Decision time: Florida Keys will vote whether to release genetically modified mosquitoes

Mosquito on white background

On Tuesday, Aug. 18, the board of the Florida Keys Mosquito Control District will finally vote on an experimental trial of the Oxitec genetically modified mosquito in the Florida Keys. 

The portion of the meeting pertaining to the proposed Oxitec and FKMCD partnership will start at 5 p.m. sharp. To watch, visit keysmosquito.org and click on the board and meetings tab. Scroll down and look for the portal to the second half of the regular board meeting. 

The vote was deferred in July, giving time for those for and against to present arguments and information.

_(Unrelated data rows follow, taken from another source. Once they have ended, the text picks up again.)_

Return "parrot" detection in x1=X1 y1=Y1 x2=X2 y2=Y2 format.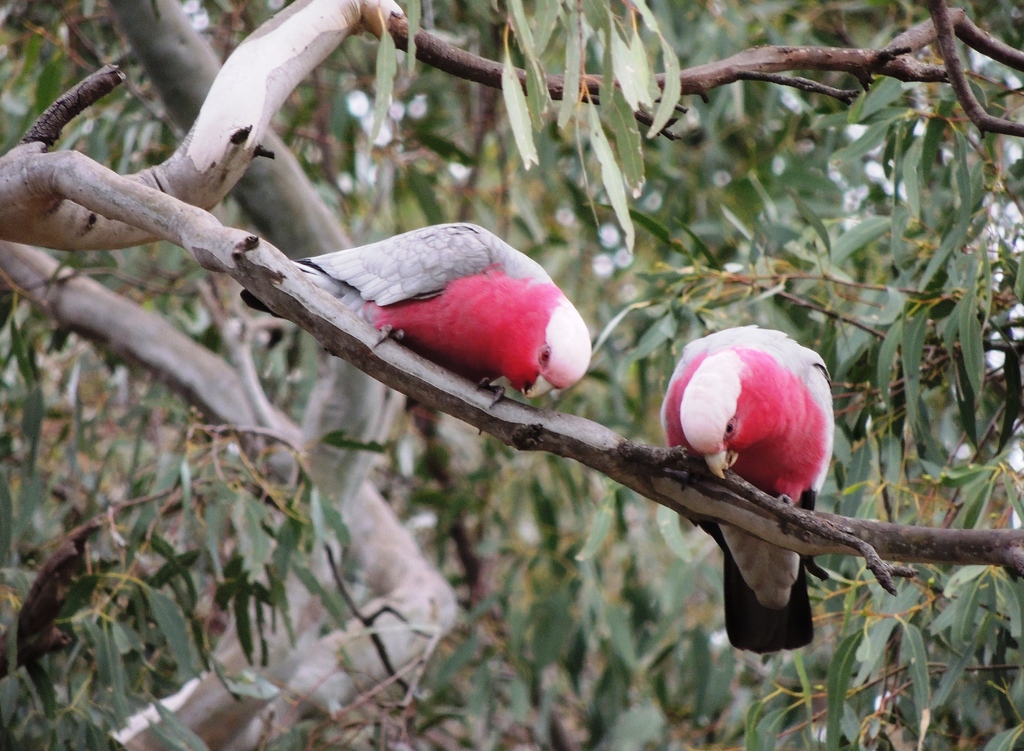
x1=243 y1=221 x2=592 y2=433.
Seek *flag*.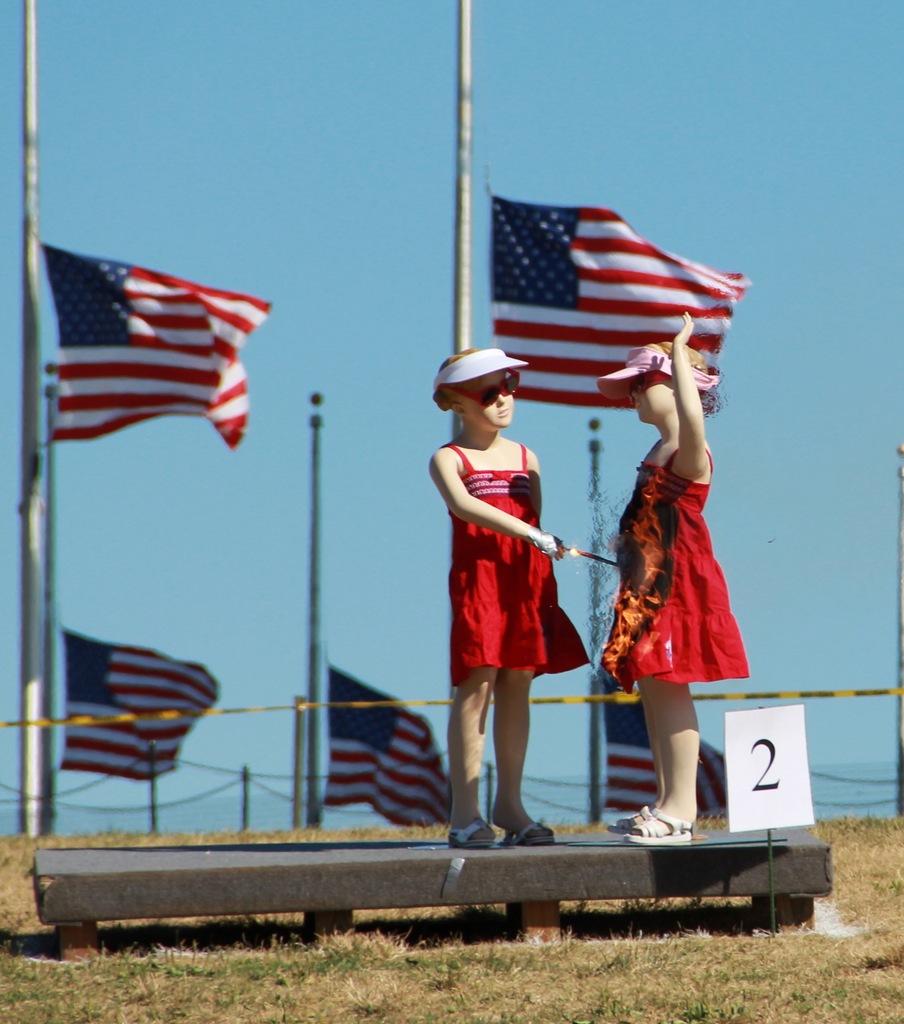
region(326, 669, 466, 827).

Recently, Oxitec has been running a series of webinars covering a variety of subjects. The last is scheduled the day before the vote, on Monday, Aug. 17 at 5 p.m. (To watch, or see one of the archived webinars, visit oxitec.com/florida.) The subject of the final Oxitec webinar is “Review 20 Years of Independent Assessment, Oversight and Validation.” Oxitec said some webinars have attracted as many as 100 viewers, or as few as 25, but there are continuous hits on the archived presentations.

Barry Wray of the Florida Keys Environmental Coalition unveiled a billboard in the Upper Keys (MM 92.5) opposing the trial in late July. The billboard reads: “WARNING!!! GENETICALLY MODIFIED MOSQUITOES TO BE RELEASED IN THE KEYS!!!” and lists a website, www.stopgmm.com.

Earlier in July, two groups hosted virtual meetings with a panel of experts. 

The Center for Food Safety and Friends of the Earth presented on July 13 with panelists from Yale University, GeneWatch UK, Dr. John Norris of the Lower Keys Medical Center and Ed Russo of the Florida Keys Environmental Coalition. 

On the following day, the FKMCD hosted a virtual meeting with panelists from the National Association of County and City Health Officials; Bob Eadie, health administrator for the state Department of Health in Monroe County; veterinarian Dr. Doug Mader; and a professor from the University of Florida’s medical entomology laboratory.  

Oxitec’s experimental trial proposal has been cleared by federal and state officials. Oxitec has been courting the keys and FKMCD for more than a decade. Whether or not the trial takes place is up to a vote by the board of the FKMCD. Oxitec says its technology can decrease the chances of mosquito-borne diseases such as dengue fever — in 2020, Monroe County has confirmed 42 cases, see sidebar — and zika. 

In both versions of the technology, Oxitec takes a biologically modified mosquito and uses tetracycline to keep it alive to adulthood so that it can mate. A very basic layman’s explanation of the procedure is to say that when the tetracycline applications stop (when the mosquitoes are released into the wild), the mosquitoes and offspring die. In the 2nd generation technology, only female breeders are treated with tetracycline in the lab in the U.K. Then the male-only eggs can be shipped globally for distribution. (Male mosquitoes do not bite humans; only female mosquitoes require blood to reproduce.) Boxes of the male-only eggs can be placed in neighborhoods. Once in place, water and fluorescent markers are added to the boxes. 

Eadie has endorsed the trials. 

“You can never have enough tools,” he said, referring to the Oxitec technology. “As we go forward we need to figure out how to control any type of outbreaks of infectious diseases. I go back to COVID. It’s possible we can create a vaccine for that, but decades of trials for a dengue vaccine have not been successful. We need some way to protect the public from mosquito-borne diseases and this looks like viable technology.”

Sara Matthis thinks community journalism is important, but not serious; likes weird and wonderful children (she has two); and occasionally tortures herself with sprint-distance triathlons, but only if she has a good chance of beating her sister.